A plan to use Wi-Fi airwaves for cellular service has sparked concerns about interference with existing Wi-Fi networks, causing a fight involving wireless carriers, cable companies, a Wi-Fi industry trade group, Microsoft, and network equipment makers.
Verizon Wireless and T-Mobile US plan to boost coverage in their cellular networks by using unlicensed airwaves that also power Wi-Fi equipment. While cellular carriers generally rely upon airwaves to which they have exclusive licenses, a new system called LTE (Long-Term Evolution)-Unlicensed (LTE-U) would have the carriers sharing spectrum with Wi-Fi devices on the unlicensed 5GHz band.

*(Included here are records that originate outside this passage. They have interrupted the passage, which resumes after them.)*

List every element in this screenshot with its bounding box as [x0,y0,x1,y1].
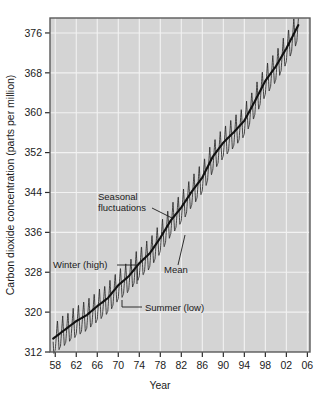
chart-svg: 376368360352344336328320312 586266707478… [0,0,320,395]
y-tick-label: 368 [24,67,42,79]
y-tick-label: 352 [24,146,42,158]
annotation-winter-label: Winter (high) [53,259,107,270]
x-tick-label: 94 [238,359,250,371]
annotation-mean-label: Mean [164,264,188,275]
x-tick-label: 66 [91,359,103,371]
x-tick-label: 70 [112,359,124,371]
annotation-seasonal-line1: Seasonal [98,191,138,202]
y-tick-label: 336 [24,226,42,238]
y-tick-label: 344 [24,186,42,198]
y-tick-label: 376 [24,27,42,39]
x-tick-label: 62 [70,359,82,371]
y-axis-title: Carbon dioxide concentration (parts per … [4,75,16,296]
annotation-summer-label: Summer (low) [145,302,204,313]
y-tick-label: 320 [24,306,42,318]
x-tick-label: 06 [302,359,314,371]
annotation-seasonal-line2: fluctuations [98,202,146,213]
x-tick-label: 98 [260,359,272,371]
y-tick-label: 312 [24,346,42,358]
x-axis-title: Year [149,379,171,391]
x-tick-label: 90 [217,359,229,371]
y-tick-label: 360 [24,106,42,118]
x-tick-label: 74 [133,359,145,371]
x-tick-label: 58 [49,359,61,371]
x-tick-label: 02 [281,359,293,371]
x-tick-label: 86 [196,359,208,371]
y-tick-label: 328 [24,266,42,278]
x-tick-label: 82 [175,359,187,371]
co2-concentration-chart: 376368360352344336328320312 586266707478… [0,0,320,395]
x-tick-label: 78 [154,359,166,371]
y-axis-tick-labels: 376368360352344336328320312 [24,27,42,358]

Verizon has said it intends to deploy LTE-U in 5GHz in 2016. Before the interference controversy threatened to delay deployments, T-Mobile was expected to use the technology on its smartphones by the end of 2015. Wireless equipment makers like Qualcomm see an opportunity to sell more devices and are integrating LTE-U into their latest technology.
Is this a blessing for cell phone users, a curse for those who have to manage wifi networks, or a move that could backfire on telecommunication companies as cell service-over-wifi becomes ubiquitous and threatens their network advantage?
(Score: 0) by Anonymous Coward on Saturday August 29 2015, @01:54AM
Is this a blessing for cell phone users,
Eh, maybe. Depends how it's deployed, and which alternative it's being compared to. (The status quo? If carriers were to put up 802.11ac networks instead of LTE-U? Something else?)
a curse for those who have to manage wifi networks,
Sort of, but thanks to the propagation characteristics of 5GHz, it's not as bad as it could be.
or a move that could backfire on telecommunication companies as cell service-over-wifi becomes ubiquitous and threatens their network advantage?
Now that just doesn't make sense. This isn't "cell-service-over-wifi", it's "cell-service-over-the-same-frequencies-as-wifi". If anything, the effect is probably the opposite -- whatever interference LTE-U causes for domestic WiFi will make third-party VoIP apps over WiFi an even less reliable substitute for cellular voice calls.